═════ Records for this exercise ═════

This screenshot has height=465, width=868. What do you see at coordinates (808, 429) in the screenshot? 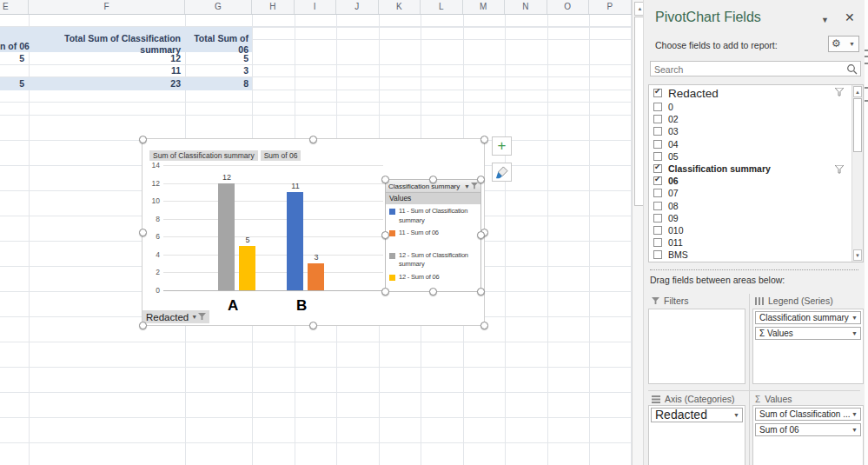
I see `area-pill-sum-of-06: Sum of 06▼` at bounding box center [808, 429].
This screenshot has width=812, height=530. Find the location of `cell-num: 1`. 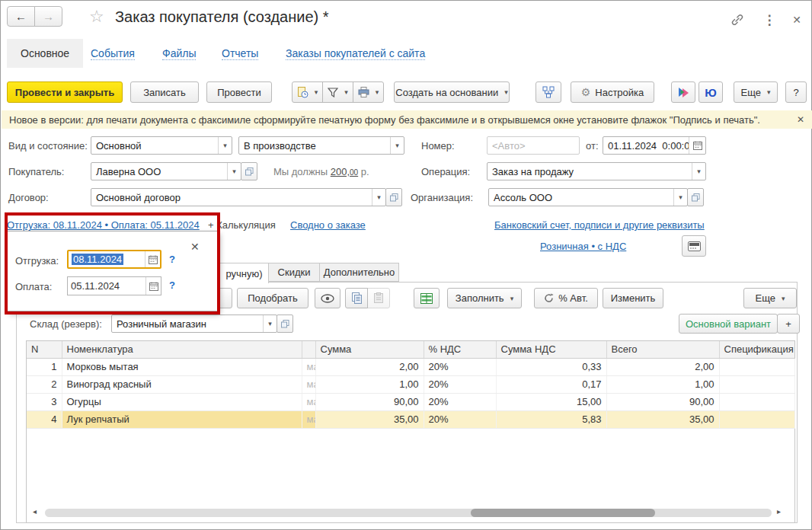

cell-num: 1 is located at coordinates (44, 367).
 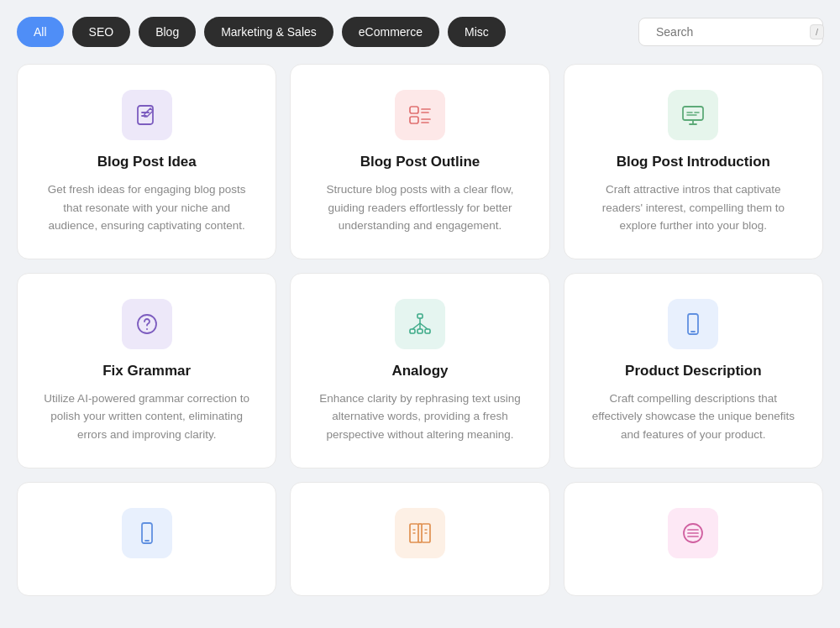 What do you see at coordinates (147, 533) in the screenshot?
I see `mobile2-icon` at bounding box center [147, 533].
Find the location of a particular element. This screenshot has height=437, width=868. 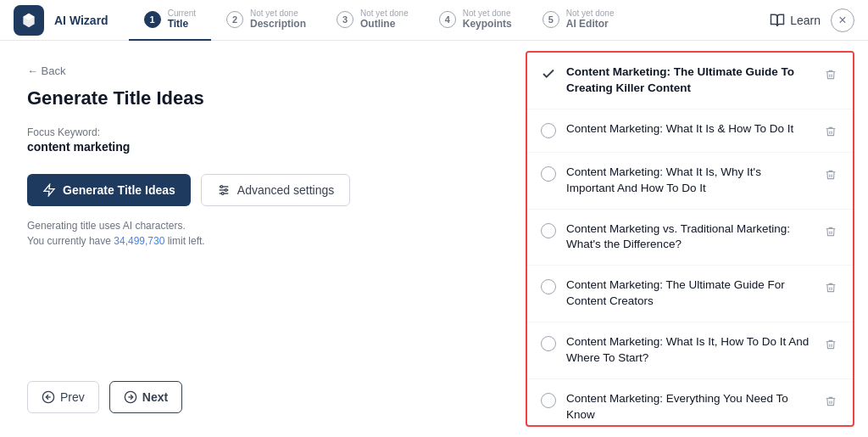

title-item: Content Marketing vs. Traditional Market… is located at coordinates (690, 238).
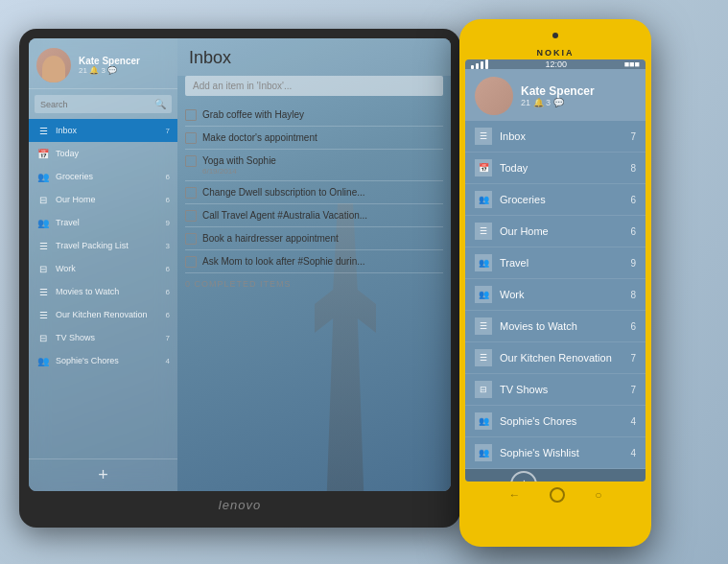 This screenshot has width=728, height=564. I want to click on sidebar-item-groceries: 👥 Groceries 6, so click(104, 176).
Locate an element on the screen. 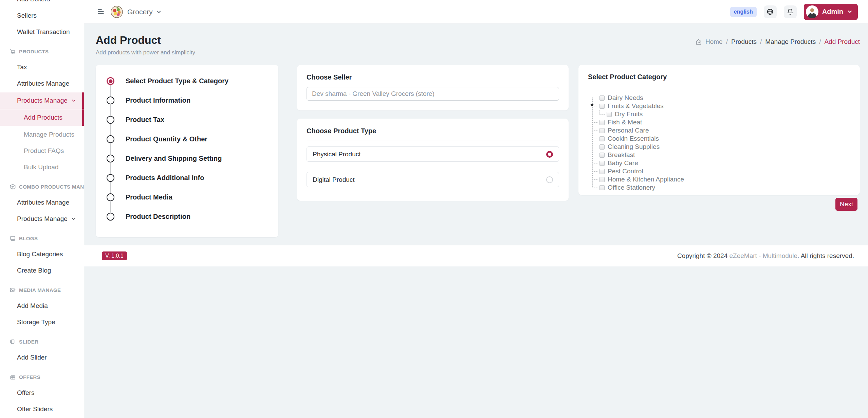  category-node-pest-control: Pest Control is located at coordinates (721, 171).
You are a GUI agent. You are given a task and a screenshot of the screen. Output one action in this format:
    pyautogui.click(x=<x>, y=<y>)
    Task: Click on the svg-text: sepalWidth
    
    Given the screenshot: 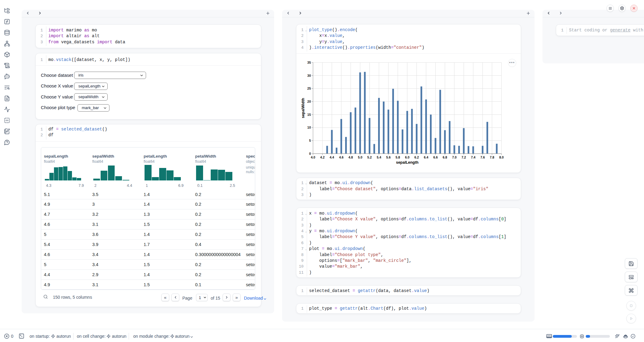 What is the action you would take?
    pyautogui.click(x=303, y=108)
    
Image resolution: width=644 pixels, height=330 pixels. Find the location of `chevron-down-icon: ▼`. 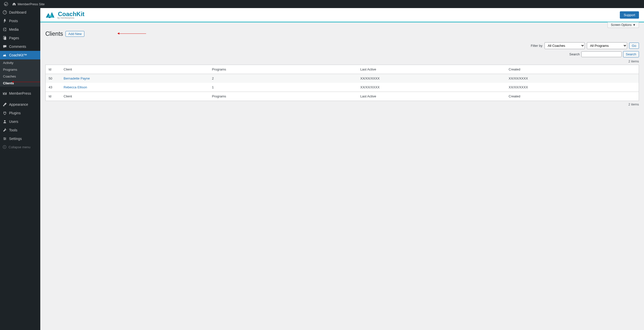

chevron-down-icon: ▼ is located at coordinates (634, 25).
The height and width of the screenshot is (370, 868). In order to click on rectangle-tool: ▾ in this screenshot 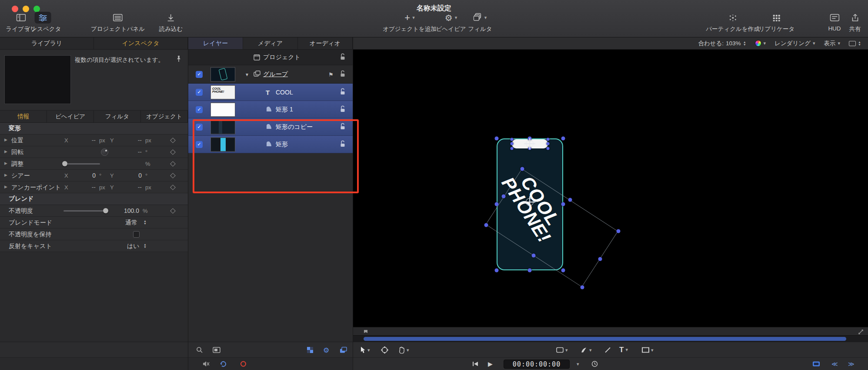, I will do `click(562, 350)`.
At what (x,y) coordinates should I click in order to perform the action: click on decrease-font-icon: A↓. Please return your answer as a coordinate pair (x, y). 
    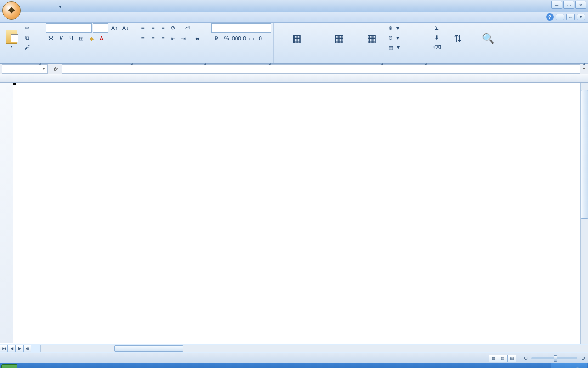
    Looking at the image, I should click on (125, 28).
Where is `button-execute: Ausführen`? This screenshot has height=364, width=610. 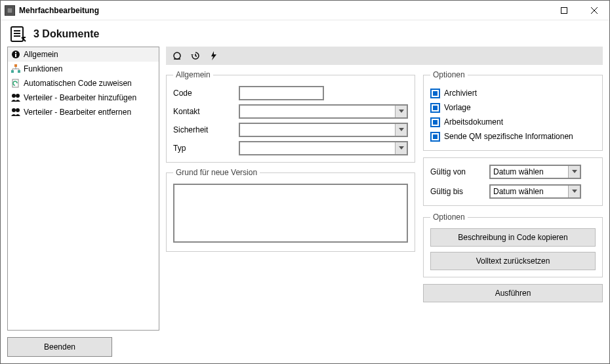 button-execute: Ausführen is located at coordinates (513, 293).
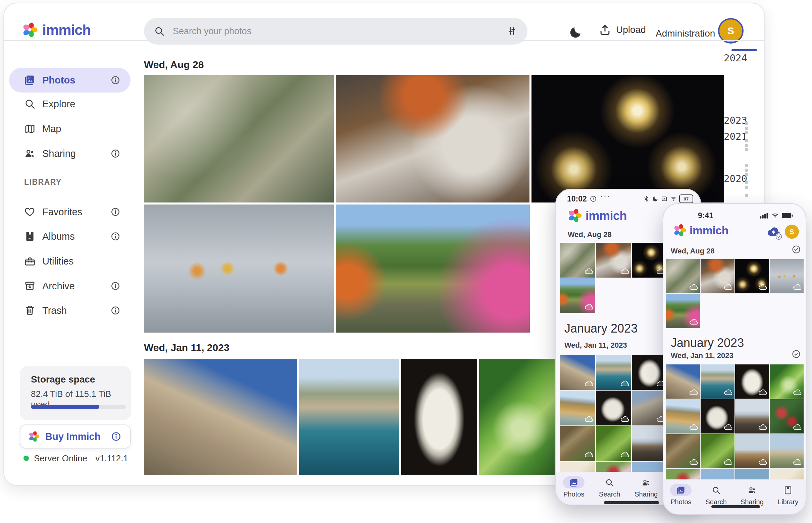 The width and height of the screenshot is (812, 523). What do you see at coordinates (787, 416) in the screenshot?
I see `photo-christmas-tree` at bounding box center [787, 416].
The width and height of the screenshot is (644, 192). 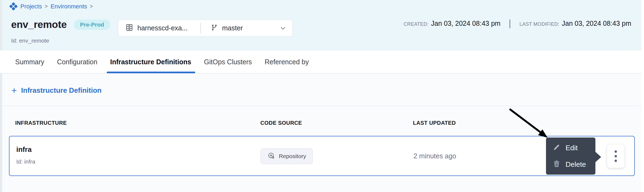 What do you see at coordinates (232, 28) in the screenshot?
I see `selected-branch-name: master` at bounding box center [232, 28].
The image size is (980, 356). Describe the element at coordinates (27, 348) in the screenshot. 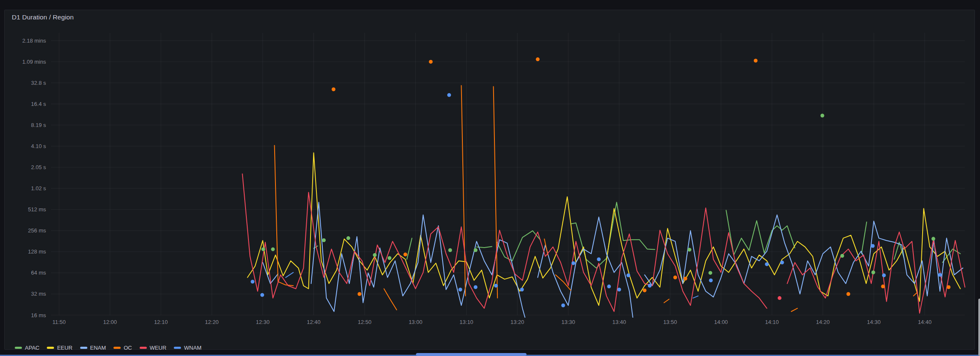

I see `legend-item-apac: APAC` at that location.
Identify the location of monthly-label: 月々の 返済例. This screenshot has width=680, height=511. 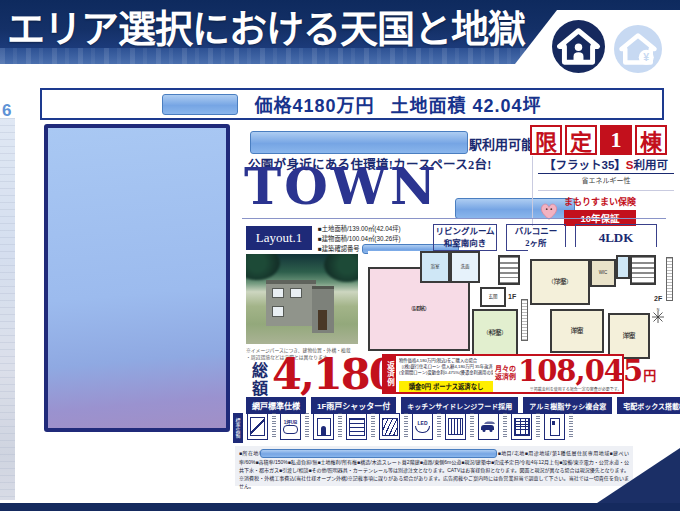
(506, 374).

═════

== Work to be completed ==
Reproduce word for word only the lines between the line containing "The image size" and the end of the listing above, both included, and drop any pictures.

== Response box ==
The image size is (980, 356). Describe the element at coordinates (27, 348) in the screenshot. 

I see `legend-item-apac: APAC` at that location.
Identify the location of monthly-label: 月々の 返済例. This screenshot has width=680, height=511. 
(506, 374).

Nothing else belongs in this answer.